Snow Leopard Text To Speech

I owe Wesley Fryer for the heads up on this Snow Leopard capability. He was blogging a presentation by Maria Henderson.

Snow Leopard has some interesting capabilities that are not obvious unless you read the manual (or happen across an interesting blog post). It turns out that the lowly Preview program has some hidden capabilities. Preview is a little difficult to describe. It is available as part of the basic install and opens pdfs and image files. I can’t say I really ever thought much about what it was good for. Preview has a feature that allows text to speech conversion (the resulting file is stored in iTunes as “Spoken Text”. You have to “activate” the capability which you do within the “services preferences” of Preview (look under the Preview heading for Service Preferences and then select Add to iTunes as a Spoken Track).

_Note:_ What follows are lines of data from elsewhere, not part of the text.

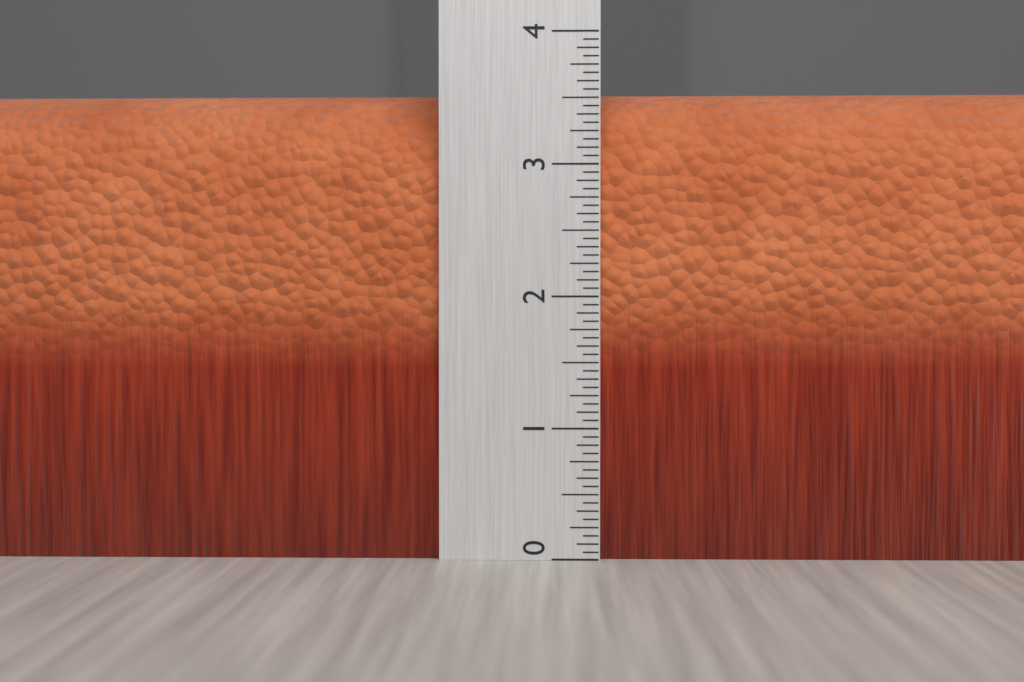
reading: 3.6250 (no unit)
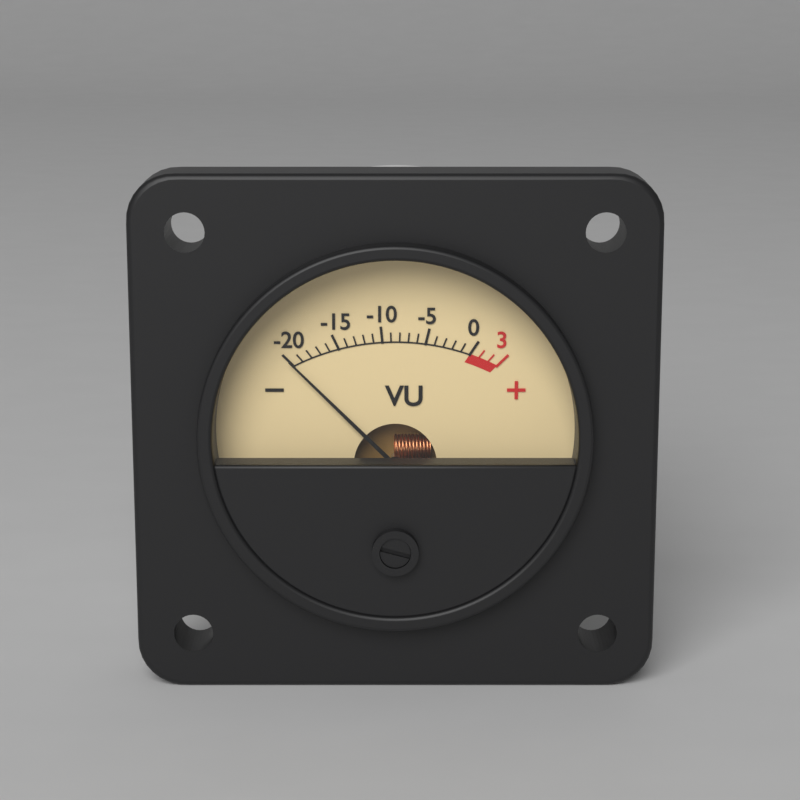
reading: -20 VU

The only way I think you can access text in Preview is by using the program to open a pdf. I created a pdf from a small section of a word processing document I had available.  You drag text to select and then right click on the selected portion. This should reveal options which include “Add to iTunes as a Spoken Track”. The selected text is converted and quickly available. Finding the Spoken Text content in iTunes is a little tricky – look for a spoken text playlist.

I converted in iTunes to MP3 so I could incorporate an example here (I thought the original in iTunes sounded much better). I also translated the entire document which generated a file that takes 45 minutes to play. So, the length is not an issue.

What I am thinking is that this process  would be a great way to generate audio. It really is easy to implement once you figure it out. Cindy is working on a project for second language learners and this would seem a potential way to convert local materials. I wonder if there is a literature on the usefulness of computer generated speech in such situations.